New Form of Click Fraud Discovered Written by Joel Walsh
If you use PPC advertising and are in a highly competitive market, you can't afford not to read this. You already know that if you're adventurous enough to run your own pay-per-click advertising campaign--e.g., Google Adwords, or Overture--you should watch your site traffic like a hawk, and keep all server logs for inevitable day when you get a flood of suspicious hits that don't convert, and you need to get your money back. But just when you thought it was safe to go back in PPC waters, a new shark has been sighted. According to a recent article in theregister.co.uk, you now have another kind of click fraud to worry about. Or perhaps we should start calling it "no-click fraud." Unlike every other kind of click fraud where nefarious website owners click advertisements on their sites or nefarious competitors click on your advertisements to try to bankrupt you, this new breed of click fraud doesn't click at all. Instead, fraudsters launch thousands of searches on a specific keyword you've bid on--and don't click. This drives down your click-through rate, which eventually leads to all advertisements targeting that keyword getting pulled. With all competing advertisements pulled, your competition can then waltz in and get top billing on a competitive keyword for five cents a click.
| | MSN PPC Advertising Behavioral and Demographic Targeting: Killer App. or Achilles' Heel? Written by Joel Walsh
Privacy advocates, bloggers, and many people's own low tolerance level for creepiness may damage not just advertising program but MSN itself. MSN PPC Advertising Demographic & Behavioral Targeting Features Overview The coolest thing about new MSN PPC advertising network is that it will incorporate demographic information and "behavioral targeting"--at least that's what many bloggers in marketing field seem to think. MSN will be only search engine advertising program that lets advertisers know roughly what proportion of users who search on a particular keyword are interested in certain market segments, as well as those searchers' demographic breakdown. For instance, MSN might tell you that most of searchers on keyword "monster truck rally" appear to be women aged 50-65, and that they also generally appear to be interested in auto racing and auto parts, but are not more likely than other searchers to buy an automobile online. How will MSN know so much about searchers? Ah, that's interesting part... MSN has quietly been assembling and sorting this information for years in preparation for this venture. That is, it uses cookies to track individual users' web browsing at MSN portal--just as every other business website does. Presumably it will also connect data with information from user profiles from MSN's .NET passport and Hotmail, in order to determine searchers' demographic information such as sex and occupation. Potential resistance to MSN's demographic and behavioral marketing Now, if you use MSN Search, and you also have a .NET passport and/or Hotmail account (as you probably do, even if you've forgotten ever signing up for it back in 1998 when you wanted a free email address to sign up to read New York Times online), all your searches may be matched up with your user information from your .NET passport or Hotmail account--and will be, even if information is kept separate from your personally identifying information. If you actually were honest on your application to those services, that information may include your address, average annual income, personal interests, and a lot of other juicy bits of information any self-respecting marketer or voyeur would love to have. Even if you weren't honest, at very least it might include addresses of people you have exchanged emails with, your IM buddies, and just which newsletters you've signed up for and whice you're sending to junk email folder.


**WHAT YOU SHOULD DO**
All of the entries are to be printed exactly as they appear.

**EXCERPTED RECORDS**
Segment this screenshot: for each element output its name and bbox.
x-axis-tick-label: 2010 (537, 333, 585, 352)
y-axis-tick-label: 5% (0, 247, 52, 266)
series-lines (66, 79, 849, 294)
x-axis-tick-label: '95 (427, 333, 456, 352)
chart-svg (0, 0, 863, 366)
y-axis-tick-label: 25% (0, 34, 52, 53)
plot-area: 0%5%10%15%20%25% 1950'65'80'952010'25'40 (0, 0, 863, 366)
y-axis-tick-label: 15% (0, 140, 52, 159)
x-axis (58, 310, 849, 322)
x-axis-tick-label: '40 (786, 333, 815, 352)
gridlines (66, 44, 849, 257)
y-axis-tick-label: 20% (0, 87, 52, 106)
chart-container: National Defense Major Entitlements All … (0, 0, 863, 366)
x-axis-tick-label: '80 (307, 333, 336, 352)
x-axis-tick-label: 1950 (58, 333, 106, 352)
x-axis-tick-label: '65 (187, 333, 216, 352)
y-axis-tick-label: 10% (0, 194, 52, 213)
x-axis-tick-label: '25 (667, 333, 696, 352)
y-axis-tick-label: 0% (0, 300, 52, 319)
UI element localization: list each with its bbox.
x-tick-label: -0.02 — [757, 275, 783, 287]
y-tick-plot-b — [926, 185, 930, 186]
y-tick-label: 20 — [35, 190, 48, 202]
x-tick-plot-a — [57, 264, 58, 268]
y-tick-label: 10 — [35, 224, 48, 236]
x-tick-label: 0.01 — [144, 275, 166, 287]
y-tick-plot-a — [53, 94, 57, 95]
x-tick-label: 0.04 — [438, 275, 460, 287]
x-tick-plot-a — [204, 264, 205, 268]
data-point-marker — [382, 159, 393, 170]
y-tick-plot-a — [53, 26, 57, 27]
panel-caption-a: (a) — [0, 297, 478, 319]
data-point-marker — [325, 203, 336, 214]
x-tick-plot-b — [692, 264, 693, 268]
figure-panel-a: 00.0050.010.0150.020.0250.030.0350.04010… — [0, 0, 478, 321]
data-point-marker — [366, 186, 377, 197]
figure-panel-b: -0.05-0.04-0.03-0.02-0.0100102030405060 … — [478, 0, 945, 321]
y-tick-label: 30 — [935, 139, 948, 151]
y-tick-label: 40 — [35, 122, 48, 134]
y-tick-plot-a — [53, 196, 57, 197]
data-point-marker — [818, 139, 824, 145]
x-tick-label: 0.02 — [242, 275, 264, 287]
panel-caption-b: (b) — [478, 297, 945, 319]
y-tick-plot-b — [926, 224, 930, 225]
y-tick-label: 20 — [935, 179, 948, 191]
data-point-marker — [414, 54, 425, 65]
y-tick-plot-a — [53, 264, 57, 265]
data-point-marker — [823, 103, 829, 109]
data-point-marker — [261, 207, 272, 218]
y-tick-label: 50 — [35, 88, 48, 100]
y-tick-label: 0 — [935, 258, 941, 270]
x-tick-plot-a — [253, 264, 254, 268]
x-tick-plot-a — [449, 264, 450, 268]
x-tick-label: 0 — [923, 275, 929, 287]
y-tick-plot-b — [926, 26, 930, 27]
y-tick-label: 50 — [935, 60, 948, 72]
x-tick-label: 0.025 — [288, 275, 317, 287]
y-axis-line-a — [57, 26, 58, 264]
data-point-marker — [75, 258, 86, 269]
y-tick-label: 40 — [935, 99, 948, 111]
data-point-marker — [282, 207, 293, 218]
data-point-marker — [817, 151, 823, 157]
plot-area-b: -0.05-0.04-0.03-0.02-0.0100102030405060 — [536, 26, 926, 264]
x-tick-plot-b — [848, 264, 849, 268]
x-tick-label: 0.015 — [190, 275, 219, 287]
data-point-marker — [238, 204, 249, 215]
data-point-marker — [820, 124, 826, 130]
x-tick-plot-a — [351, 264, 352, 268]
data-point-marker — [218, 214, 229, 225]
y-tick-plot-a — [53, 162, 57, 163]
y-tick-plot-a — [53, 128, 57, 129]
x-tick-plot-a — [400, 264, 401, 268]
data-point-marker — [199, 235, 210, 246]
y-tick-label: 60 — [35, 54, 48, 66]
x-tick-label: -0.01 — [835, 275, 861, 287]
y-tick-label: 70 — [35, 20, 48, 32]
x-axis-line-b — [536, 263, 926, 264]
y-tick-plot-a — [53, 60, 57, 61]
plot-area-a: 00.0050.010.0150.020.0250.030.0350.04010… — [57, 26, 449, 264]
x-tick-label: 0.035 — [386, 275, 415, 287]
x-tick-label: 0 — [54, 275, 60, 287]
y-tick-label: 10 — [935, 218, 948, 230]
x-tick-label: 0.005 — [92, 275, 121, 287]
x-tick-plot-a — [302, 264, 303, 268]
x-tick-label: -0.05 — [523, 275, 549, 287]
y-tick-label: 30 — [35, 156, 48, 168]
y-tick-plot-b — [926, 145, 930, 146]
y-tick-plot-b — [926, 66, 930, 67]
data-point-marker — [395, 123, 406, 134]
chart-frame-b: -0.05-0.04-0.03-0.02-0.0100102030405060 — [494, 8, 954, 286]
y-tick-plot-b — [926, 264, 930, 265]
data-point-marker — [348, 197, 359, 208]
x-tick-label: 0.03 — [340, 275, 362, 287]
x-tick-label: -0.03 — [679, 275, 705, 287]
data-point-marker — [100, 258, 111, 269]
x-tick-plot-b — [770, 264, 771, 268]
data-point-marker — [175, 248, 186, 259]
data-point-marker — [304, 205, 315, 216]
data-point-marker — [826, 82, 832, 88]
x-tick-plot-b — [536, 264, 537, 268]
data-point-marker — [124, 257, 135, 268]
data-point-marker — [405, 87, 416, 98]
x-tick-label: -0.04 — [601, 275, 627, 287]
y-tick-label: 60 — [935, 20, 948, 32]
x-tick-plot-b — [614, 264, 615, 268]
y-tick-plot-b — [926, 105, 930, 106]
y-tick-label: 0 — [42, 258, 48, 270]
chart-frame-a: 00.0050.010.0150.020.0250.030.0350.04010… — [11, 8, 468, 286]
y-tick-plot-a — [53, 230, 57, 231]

**SOLUTION TO THE PROBLEM**
Segment this screenshot: for each element output its name and bbox.
x-axis-tick-label: 2010 (537, 333, 585, 352)
y-axis-tick-label: 5% (0, 247, 52, 266)
series-lines (66, 79, 849, 294)
x-axis-tick-label: '95 (427, 333, 456, 352)
chart-svg (0, 0, 863, 366)
y-axis-tick-label: 25% (0, 34, 52, 53)
plot-area: 0%5%10%15%20%25% 1950'65'80'952010'25'40 (0, 0, 863, 366)
y-axis-tick-label: 15% (0, 140, 52, 159)
x-axis (58, 310, 849, 322)
x-axis-tick-label: '40 (786, 333, 815, 352)
gridlines (66, 44, 849, 257)
y-axis-tick-label: 20% (0, 87, 52, 106)
chart-container: National Defense Major Entitlements All … (0, 0, 863, 366)
x-axis-tick-label: '80 (307, 333, 336, 352)
x-axis-tick-label: 1950 (58, 333, 106, 352)
x-axis-tick-label: '65 (187, 333, 216, 352)
y-axis-tick-label: 10% (0, 194, 52, 213)
x-axis-tick-label: '25 (667, 333, 696, 352)
y-axis-tick-label: 0% (0, 300, 52, 319)
UI element localization: list each with its bbox.
x-tick-label: -0.02 — [757, 275, 783, 287]
y-tick-plot-b — [926, 185, 930, 186]
y-tick-label: 20 — [35, 190, 48, 202]
x-tick-plot-a — [57, 264, 58, 268]
y-tick-label: 10 — [35, 224, 48, 236]
x-tick-label: 0.01 — [144, 275, 166, 287]
y-tick-plot-a — [53, 94, 57, 95]
x-tick-label: 0.04 — [438, 275, 460, 287]
x-tick-plot-a — [204, 264, 205, 268]
data-point-marker — [382, 159, 393, 170]
y-tick-plot-a — [53, 26, 57, 27]
panel-caption-a: (a) — [0, 297, 478, 319]
data-point-marker — [325, 203, 336, 214]
x-tick-plot-b — [692, 264, 693, 268]
figure-panel-a: 00.0050.010.0150.020.0250.030.0350.04010… — [0, 0, 478, 321]
data-point-marker — [366, 186, 377, 197]
figure-panel-b: -0.05-0.04-0.03-0.02-0.0100102030405060 … — [478, 0, 945, 321]
y-tick-label: 30 — [935, 139, 948, 151]
y-tick-label: 40 — [35, 122, 48, 134]
y-tick-plot-a — [53, 196, 57, 197]
data-point-marker — [818, 139, 824, 145]
x-tick-label: 0.02 — [242, 275, 264, 287]
panel-caption-b: (b) — [478, 297, 945, 319]
y-tick-plot-b — [926, 224, 930, 225]
y-tick-label: 20 — [935, 179, 948, 191]
data-point-marker — [414, 54, 425, 65]
y-tick-plot-a — [53, 264, 57, 265]
data-point-marker — [823, 103, 829, 109]
data-point-marker — [261, 207, 272, 218]
y-tick-label: 50 — [35, 88, 48, 100]
y-tick-label: 0 — [935, 258, 941, 270]
x-tick-plot-a — [253, 264, 254, 268]
x-tick-plot-a — [449, 264, 450, 268]
x-tick-label: 0 — [923, 275, 929, 287]
y-tick-plot-b — [926, 26, 930, 27]
y-tick-label: 50 — [935, 60, 948, 72]
x-tick-label: 0.025 — [288, 275, 317, 287]
y-axis-line-a — [57, 26, 58, 264]
data-point-marker — [75, 258, 86, 269]
y-tick-label: 40 — [935, 99, 948, 111]
data-point-marker — [282, 207, 293, 218]
data-point-marker — [817, 151, 823, 157]
plot-area-b: -0.05-0.04-0.03-0.02-0.0100102030405060 — [536, 26, 926, 264]
x-tick-plot-b — [848, 264, 849, 268]
x-tick-label: 0.015 — [190, 275, 219, 287]
data-point-marker — [238, 204, 249, 215]
data-point-marker — [820, 124, 826, 130]
x-tick-plot-a — [351, 264, 352, 268]
data-point-marker — [218, 214, 229, 225]
y-tick-plot-a — [53, 162, 57, 163]
y-tick-plot-a — [53, 128, 57, 129]
x-tick-plot-a — [400, 264, 401, 268]
data-point-marker — [199, 235, 210, 246]
y-tick-label: 60 — [35, 54, 48, 66]
x-tick-label: -0.01 — [835, 275, 861, 287]
y-tick-label: 70 — [35, 20, 48, 32]
x-axis-line-b — [536, 263, 926, 264]
y-tick-plot-a — [53, 60, 57, 61]
plot-area-a: 00.0050.010.0150.020.0250.030.0350.04010… — [57, 26, 449, 264]
x-tick-label: 0.035 — [386, 275, 415, 287]
x-tick-label: 0 — [54, 275, 60, 287]
y-tick-label: 10 — [935, 218, 948, 230]
x-tick-label: 0.005 — [92, 275, 121, 287]
x-tick-plot-a — [302, 264, 303, 268]
x-tick-label: -0.05 — [523, 275, 549, 287]
y-tick-label: 30 — [35, 156, 48, 168]
y-tick-plot-b — [926, 145, 930, 146]
y-tick-plot-b — [926, 66, 930, 67]
data-point-marker — [395, 123, 406, 134]
chart-frame-b: -0.05-0.04-0.03-0.02-0.0100102030405060 — [494, 8, 954, 286]
y-tick-plot-b — [926, 264, 930, 265]
data-point-marker — [348, 197, 359, 208]
x-tick-label: 0.03 — [340, 275, 362, 287]
x-tick-label: -0.03 — [679, 275, 705, 287]
data-point-marker — [100, 258, 111, 269]
x-tick-plot-b — [770, 264, 771, 268]
data-point-marker — [175, 248, 186, 259]
data-point-marker — [304, 205, 315, 216]
data-point-marker — [826, 82, 832, 88]
x-tick-plot-b — [536, 264, 537, 268]
data-point-marker — [124, 257, 135, 268]
data-point-marker — [405, 87, 416, 98]
x-tick-label: -0.04 — [601, 275, 627, 287]
y-tick-label: 60 — [935, 20, 948, 32]
x-tick-plot-b — [614, 264, 615, 268]
y-tick-plot-b — [926, 105, 930, 106]
y-tick-label: 0 — [42, 258, 48, 270]
chart-frame-a: 00.0050.010.0150.020.0250.030.0350.04010… — [11, 8, 468, 286]
y-tick-plot-a — [53, 230, 57, 231]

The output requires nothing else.